Workload Migration into Clouds – Challenges, Experiences, Opportunities (CLOUD2010-3020)
C. Ward, N. Aravamudan, K. Bhattacharya, K. Cheng, R. Filepp, R. Kearney, B. Peterson, L. Shwartz, and C.C. Young(B. Peterson, L. Shwartz, C. C. Young (IBM, USA)
Presented IBM’s Darwin framework, which is an integrated framework to assist application migration to the cloud.

Towards Self-Assisted Troubleshooting for the Deployment of Private Clouds (CLOUD2010-3021) Michael R. Head, Anca Sailer, Hidayatullah Shaikh, and Dennis Shea (IBM T. J. Watson, USA)
About the management of VM images in private clouds, where they can detect faults early during deployment if VM images are corrupted. This technique is based on taking snapshots of the images and using checkpoints to recover from failures.

Panel 2: Trends of Services and Cloud Computing
This panel included Andrzej Goscinski (School of IT, Deakin University Australia), Hemant K. Jain (Tata Consulting Services Professor, University of Wisconsin at Milwaukee) and Min Lou (IBM).
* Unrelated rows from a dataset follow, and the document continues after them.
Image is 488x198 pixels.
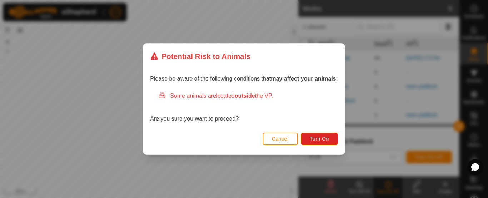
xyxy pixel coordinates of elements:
[159,92,338,100] div: Some animals are
[150,76,338,82] span: Please be aware of the following conditions that
[271,76,338,82] strong: may affect your animals:
[150,51,250,62] div: Potential Risk to Animals
[310,136,329,142] span: Turn On
[216,93,273,99] span: located the VP.
[272,136,289,142] span: Cancel
[235,93,255,99] strong: outside
[262,133,298,145] button: Cancel
[301,133,338,145] button: Turn On
[150,92,338,123] div: Are you sure you want to proceed?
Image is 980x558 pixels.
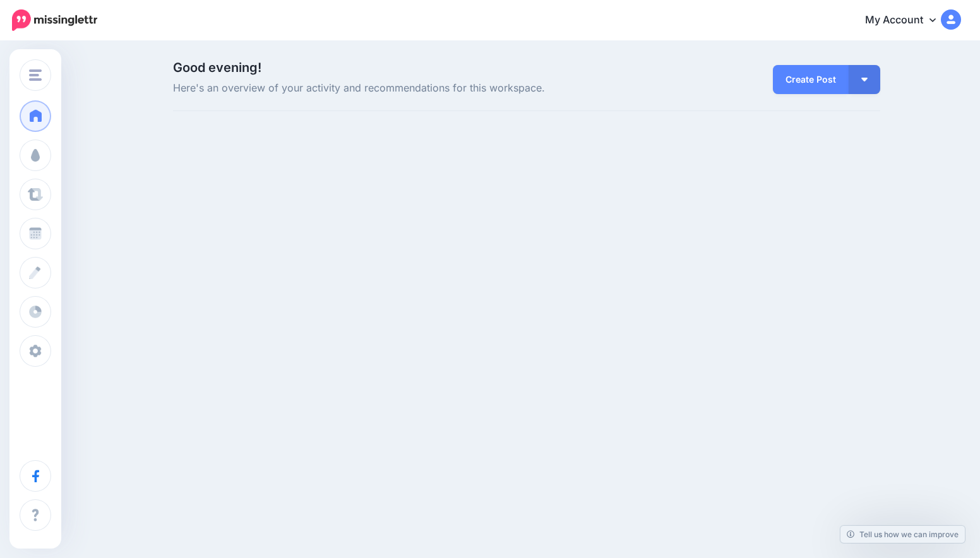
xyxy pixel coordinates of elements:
[840,526,965,543] a: Tell us how we can improve
[852,5,961,36] a: My Account
[773,65,848,94] a: Create Post
[12,9,98,31] img: Missinglettr
[173,80,638,97] span: Here's an overview of your activity and recommendations for this workspace.
[29,69,42,81] img: menu.png
[861,78,867,81] img: arrow-down-white.png
[173,60,261,75] span: Good evening!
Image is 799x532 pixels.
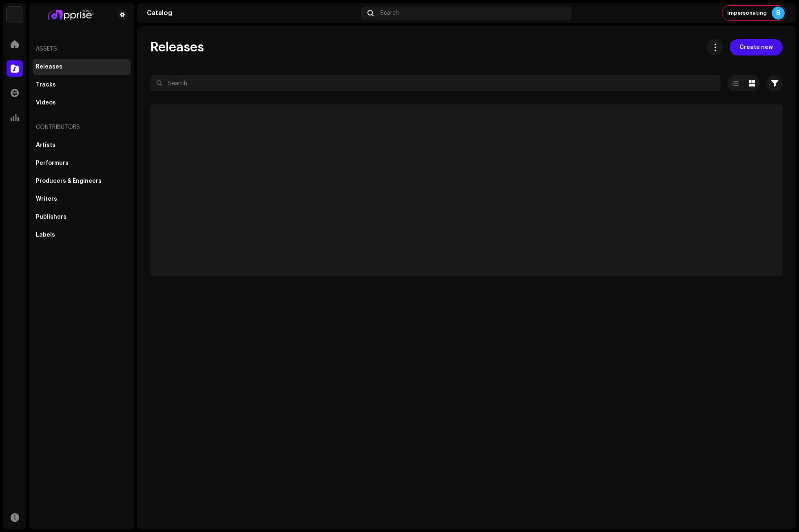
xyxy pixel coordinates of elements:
[32,173,131,189] re-m-nav-item: Producers & Engineers
[380,10,399,16] span: Search
[150,39,204,55] span: Releases
[32,191,131,207] re-m-nav-item: Writers
[36,196,57,202] div: Writers
[32,117,131,137] re-a-nav-header: Contributors
[36,160,69,166] div: Performers
[32,59,131,75] re-m-nav-item: Releases
[739,39,773,55] span: Create new
[36,64,62,70] div: Releases
[36,10,105,20] img: bf2740f5-a004-4424-adf7-7bc84ff11fd7
[32,95,131,111] re-m-nav-item: Videos
[32,137,131,153] re-m-nav-item: Artists
[32,209,131,225] re-m-nav-item: Publishers
[36,81,56,88] div: Tracks
[147,10,358,16] div: Catalog
[772,6,785,20] div: B
[36,232,55,238] div: Labels
[32,77,131,93] re-m-nav-item: Tracks
[36,178,102,184] div: Producers & Engineers
[727,10,767,16] span: Impersonating
[36,99,56,106] div: Videos
[36,214,67,220] div: Publishers
[36,142,55,149] div: Artists
[32,226,131,243] re-m-nav-item: Labels
[6,6,23,23] img: 1c16f3de-5afb-4452-805d-3f3454e20b1b
[730,39,783,55] button: Create new
[150,75,721,91] input: Search
[32,155,131,171] re-m-nav-item: Performers
[32,39,131,59] re-a-nav-header: Assets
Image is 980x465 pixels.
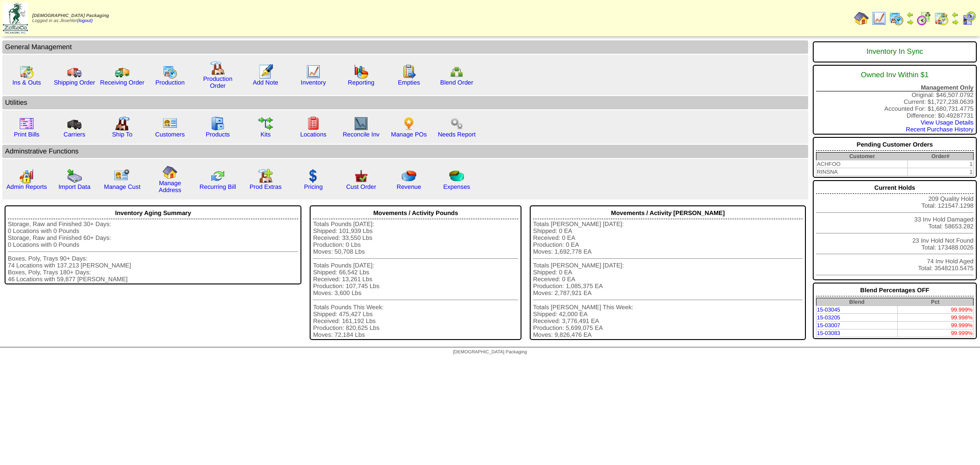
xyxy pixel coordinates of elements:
[813,180,977,280] div: 209 Quality Hold Total: 121547.1298 33 Inv Hold Damaged Total: 58653.282 23 Inv Hold Not Found To...
[908,168,974,176] td: 1
[897,322,974,329] td: 99.999%
[354,116,368,131] img: line_graph2.gif
[306,168,320,183] img: dollar.gif
[897,298,974,306] th: Pct
[104,183,140,190] a: Manage Cust
[917,11,931,26] img: calendarblend.gif
[8,207,298,219] div: Inventory Aging Summary
[206,131,230,138] a: Products
[115,64,130,79] img: truck2.gif
[816,152,908,160] th: Customer
[402,168,417,183] img: pie_chart.png
[59,183,91,190] a: Import Data
[962,11,977,26] img: calendarcustomer.gif
[816,139,974,150] div: Pending Customer Orders
[816,67,974,84] div: Owned Inv Within $1
[449,168,464,183] img: pie_chart2.png
[816,43,974,61] div: Inventory In Sync
[301,79,326,86] a: Inventory
[440,79,473,86] a: Blend Order
[210,61,225,75] img: factory.gif
[155,131,185,138] a: Customers
[816,160,908,168] td: ACHFOO
[32,13,109,18] span: [DEMOGRAPHIC_DATA] Packaging
[210,168,225,183] img: reconcile.gif
[67,168,81,183] img: import.gif
[306,64,320,79] img: line_graph.gif
[816,284,974,296] div: Blend Percentages OFF
[2,145,808,158] td: Adminstrative Functions
[14,131,40,138] a: Print Bills
[533,221,802,338] div: Totals [PERSON_NAME] [DATE]: Shipped: 0 EA Received: 0 EA Production: 0 EA Moves: 1,692,778 EA To...
[13,79,41,86] a: Ins & Outs
[258,116,273,131] img: workflow.gif
[20,64,34,79] img: calendarinout.gif
[449,64,464,79] img: network.png
[100,79,144,86] a: Receiving Order
[817,314,840,320] a: 15-03205
[20,116,34,131] img: invoice2.gif
[306,116,320,131] img: locations.gif
[816,182,974,194] div: Current Holds
[300,131,326,138] a: Locations
[906,11,914,18] img: arrowleft.gif
[889,11,903,26] img: calendarprod.gif
[313,221,518,338] div: Totals Pounds [DATE]: Shipped: 101,939 Lbs Received: 33,550 Lbs Production: 0 Lbs Moves: 50,708 L...
[897,314,974,322] td: 99.998%
[934,11,949,26] img: calendarinout.gif
[163,64,178,79] img: calendarprod.gif
[402,116,417,131] img: po.png
[159,180,182,194] a: Manage Address
[210,116,225,131] img: cabinet.gif
[54,79,95,86] a: Shipping Order
[2,40,808,54] td: General Management
[438,131,476,138] a: Needs Report
[63,131,85,138] a: Carriers
[258,168,273,183] img: prodextras.gif
[354,64,368,79] img: graph.gif
[816,84,974,91] div: Management Only
[449,116,464,131] img: workflow.png
[313,207,518,219] div: Movements / Activity Pounds
[2,96,808,109] td: Utilities
[817,322,840,329] a: 15-03007
[20,168,34,183] img: graph2.png
[398,79,420,86] a: Empties
[908,160,974,168] td: 1
[871,11,886,26] img: line_graph.gif
[203,75,233,89] a: Production Order
[67,64,81,79] img: truck.gif
[453,349,527,354] span: [DEMOGRAPHIC_DATA] Packaging
[258,64,273,79] img: orders.gif
[77,18,93,24] a: (logout)
[897,306,974,314] td: 99.999%
[8,221,298,283] div: Storage, Raw and Finished 30+ Days: 0 Locations with 0 Pounds Storage, Raw and Finished 60+ Days:...
[816,298,897,306] th: Blend
[155,79,185,86] a: Production
[354,168,368,183] img: cust_order.png
[32,13,109,24] span: Logged in as Jkoehler
[112,131,132,138] a: Ship To
[817,306,840,313] a: 15-03045
[260,131,271,138] a: Kits
[897,329,974,337] td: 99.999%
[951,18,959,26] img: arrowright.gif
[951,11,959,18] img: arrowleft.gif
[906,18,914,26] img: arrowright.gif
[817,330,840,336] a: 15-03083
[348,79,375,86] a: Reporting
[115,116,130,131] img: factory2.gif
[67,116,81,131] img: truck3.gif
[343,131,380,138] a: Reconcile Inv
[253,79,279,86] a: Add Note
[396,183,421,190] a: Revenue
[304,183,323,190] a: Pricing
[3,3,28,33] img: zoroco-logo-small.webp
[163,165,178,180] img: home.gif
[854,11,869,26] img: home.gif
[114,168,131,183] img: managecust.png
[906,126,974,133] a: Recent Purchase History
[921,119,974,126] a: View Usage Details
[346,183,376,190] a: Cust Order
[6,183,47,190] a: Admin Reports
Each panellist gave a 15-minute presentation on their thoughts about trends in cloud computing. I don’t think anything new was said here, the usual comparisons of electricity and commuting as a utility were brought up.

An Architecture for a Mashup Container in Virtualized Environments (CLOUD2010-3049)
Michele Stecca and Massimo Maresca(DIST University of Genova; DEI University of Padova, Italy)
A reference model for event driven composite services or mash-ups. Based on the idea that a resource can be monitored and users can be notified when something interesting happens.
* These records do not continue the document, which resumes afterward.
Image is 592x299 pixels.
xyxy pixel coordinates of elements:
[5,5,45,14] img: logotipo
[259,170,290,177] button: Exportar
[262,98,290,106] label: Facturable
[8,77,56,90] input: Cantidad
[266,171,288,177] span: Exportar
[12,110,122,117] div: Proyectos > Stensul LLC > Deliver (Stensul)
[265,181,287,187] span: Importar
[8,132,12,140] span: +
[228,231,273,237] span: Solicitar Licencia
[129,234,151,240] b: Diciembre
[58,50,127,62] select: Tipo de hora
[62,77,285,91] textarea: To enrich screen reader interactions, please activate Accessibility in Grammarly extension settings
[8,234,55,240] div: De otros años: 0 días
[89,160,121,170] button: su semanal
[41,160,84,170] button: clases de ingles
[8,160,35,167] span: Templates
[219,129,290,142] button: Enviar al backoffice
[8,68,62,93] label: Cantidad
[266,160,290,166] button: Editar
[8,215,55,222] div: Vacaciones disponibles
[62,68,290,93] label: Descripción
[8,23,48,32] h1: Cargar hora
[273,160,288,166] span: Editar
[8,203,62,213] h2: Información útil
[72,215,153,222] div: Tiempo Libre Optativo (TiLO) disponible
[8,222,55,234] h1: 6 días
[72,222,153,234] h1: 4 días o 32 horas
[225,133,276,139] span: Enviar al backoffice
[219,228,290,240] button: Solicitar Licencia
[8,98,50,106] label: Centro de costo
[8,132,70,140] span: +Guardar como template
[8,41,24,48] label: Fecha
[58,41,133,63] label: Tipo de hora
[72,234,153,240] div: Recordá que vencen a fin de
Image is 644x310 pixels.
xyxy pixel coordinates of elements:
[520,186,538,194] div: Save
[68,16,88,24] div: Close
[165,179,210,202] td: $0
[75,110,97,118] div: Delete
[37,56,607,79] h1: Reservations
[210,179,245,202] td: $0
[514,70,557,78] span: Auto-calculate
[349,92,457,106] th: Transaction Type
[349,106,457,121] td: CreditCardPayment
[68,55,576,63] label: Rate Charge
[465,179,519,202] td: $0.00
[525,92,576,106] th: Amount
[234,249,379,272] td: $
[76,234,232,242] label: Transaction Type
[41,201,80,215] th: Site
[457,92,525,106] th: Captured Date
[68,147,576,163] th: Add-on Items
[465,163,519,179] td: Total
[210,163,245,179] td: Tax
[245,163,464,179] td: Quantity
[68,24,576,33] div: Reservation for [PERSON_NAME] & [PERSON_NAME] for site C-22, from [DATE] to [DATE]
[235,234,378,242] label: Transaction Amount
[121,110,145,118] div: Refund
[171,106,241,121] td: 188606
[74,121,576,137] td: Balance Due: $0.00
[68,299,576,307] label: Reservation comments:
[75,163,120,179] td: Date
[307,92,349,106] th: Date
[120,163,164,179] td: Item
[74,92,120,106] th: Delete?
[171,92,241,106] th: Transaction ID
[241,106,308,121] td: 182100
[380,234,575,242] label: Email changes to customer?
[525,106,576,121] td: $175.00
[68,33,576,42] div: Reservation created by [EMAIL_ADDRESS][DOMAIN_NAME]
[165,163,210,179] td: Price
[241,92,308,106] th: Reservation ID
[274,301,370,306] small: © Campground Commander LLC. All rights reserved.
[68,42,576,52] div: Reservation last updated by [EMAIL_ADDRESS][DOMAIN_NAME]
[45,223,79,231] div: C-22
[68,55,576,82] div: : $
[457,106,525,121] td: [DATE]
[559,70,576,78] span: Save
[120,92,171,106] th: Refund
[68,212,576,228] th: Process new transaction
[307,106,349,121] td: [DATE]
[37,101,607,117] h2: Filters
Mining Twitter in the Cloud: A Case Study (CLOUD2010-3014)
Pieter Noordhuis, Michiel Heijkoop, and Alexander Lazovik (University of Groningen, The Netherlands)
An interesting talk about how to use EC2 to create social graph from twitter that has 50 million nodes and 1.8 billion edges, not too sure if I understood the motivations for doing this work but nonetheless it was an interesting case study. Their main finding was that you should create customized and basic analysis services yourself and deploy them on EC2 instances, and not use AWS’s SQS or SimpleDB as they would be expensive.
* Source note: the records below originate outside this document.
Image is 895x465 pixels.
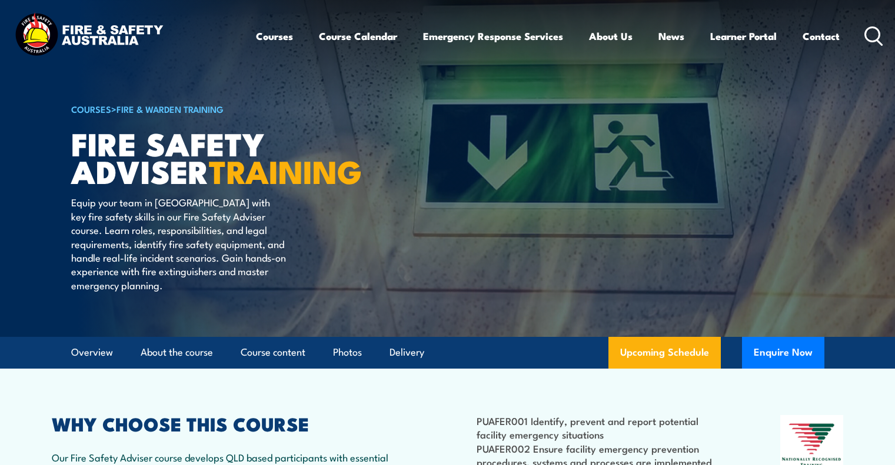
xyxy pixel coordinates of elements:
h1: FIRE SAFETY ADVISER [71,129,362,184]
a: Emergency Response Services [423,21,563,52]
a: Course Calendar [319,21,397,52]
a: Contact [803,21,840,52]
a: Learner Portal [710,21,777,52]
a: Courses [256,21,293,52]
a: COURSES [71,102,111,115]
button: Enquire Now [742,337,824,369]
li: PUAFER001 Identify, prevent and report potential facility emergency situations [477,414,723,442]
a: News [658,21,684,52]
a: About the course [141,337,213,368]
h2: WHY CHOOSE THIS COURSE [52,415,395,432]
a: Course content [241,337,305,368]
a: About Us [589,21,632,52]
strong: TRAINING [209,146,362,195]
a: Photos [333,337,362,368]
p: Equip your team in [GEOGRAPHIC_DATA] with key fire safety skills in our Fire Safety Adviser cours... [71,195,286,292]
a: Fire & Warden Training [116,102,224,115]
a: Overview [71,337,113,368]
h6: > [71,102,362,116]
a: Delivery [389,337,424,368]
a: Upcoming Schedule [608,337,721,369]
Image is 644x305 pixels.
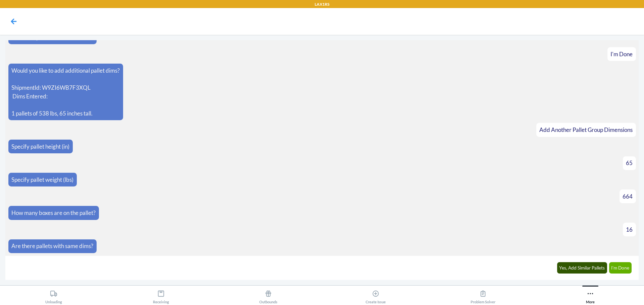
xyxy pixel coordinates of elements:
[153,288,169,304] div: Receiving
[11,242,93,251] p: Are there pallets with same dims?
[537,286,644,304] button: More
[11,143,70,151] p: Specify pallet height (in)
[586,288,595,304] div: More
[626,160,633,166] span: 65
[366,288,386,304] div: Create Issue
[11,84,120,101] p: ShipmentId: W9ZI6WB7F3XQL Dims Entered:
[108,286,214,304] button: Receiving
[214,286,322,304] button: Outbounds
[540,127,633,133] span: Add Another Pallet Group Dimensions
[11,66,120,75] p: Would you like to add additional pallet dims?
[322,286,430,304] button: Create Issue
[430,286,537,304] button: Problem Solver
[609,263,632,274] button: I'm Done
[11,109,120,118] p: 1 pallets of 538 lbs, 65 inches tall.
[471,288,495,304] div: Problem Solver
[626,226,633,233] span: 16
[11,176,74,184] p: Specify pallet weight (lbs)
[45,288,62,304] div: Unloading
[11,209,96,217] p: How many boxes are on the pallet?
[557,263,607,274] button: Yes, Add Similar Pallets
[611,50,633,58] span: I'm Done
[623,193,633,200] span: 664
[260,288,278,304] div: Outbounds
[315,1,329,7] p: LAX1RS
Cloud Computing: A Digital Libraries Perspective (CLOUD2010-3015)
Pradeep Teregowda, Bhuvan Urgaonkar, and C. Lee Giles (Pennsylvania State University, USA)
An interesting case study of the feasibility of migrating CiteSeerX (which is deployed on physical 22 servers) from their in-house data centre to Amazon EC2 to take advantage of the cloud’s elasticity but also to free them from hardware maintenance so they can focus on software improvements.

A Lifetime Supporting Framework for Cloud Applications (CLOUD2010-3046)
Shigeru Hosono, He Huang, Tatsunori Hara, Yoshiki Shimomura, and Tamio Arai(NEC Corporation, Japan; NEC Advanced Software Technology (Beijing) Co., Ltd., China; The University of Tokyo; Tokyo Metropolitan University, Japan)
A suite of tools being developed at NEC (for NEC’s use, not open source) for the development and maintenance of applications for the cloud. Based on a heavy-weight lifecycle management approach that can be customized for each application development project.

Maximizing Cloud Providers' Revenues via Energy Aware Allocation Policies (CLOUD2010-3017)
Michele Mazzucco, Dmytro Dyachuk, and Ralph Deters (University of Cyprus, Cyprus; University of Saskatchewan, Canada; University of Tartu, Estonia)
Presented the results of simulations that were used to show how cloud providers could increase their revenues by shutting down idle physical servers and moving their VMs to other servers (i.e. load skewing). Tried to address the problem of deciding how many servers to keep switched on in a data centre by using different heuristics. They didn’t actually consider how the performance of applications would be affected by load skewing, and assumed that one VM would run on one core. They also didn’t consider the increased heat production and the cost of cooling the over-utilized servers.

Panel 3: Killer Applications in the Cloud
An interesting panel, but many of the issues that were mentioned have already been discussed in the literature.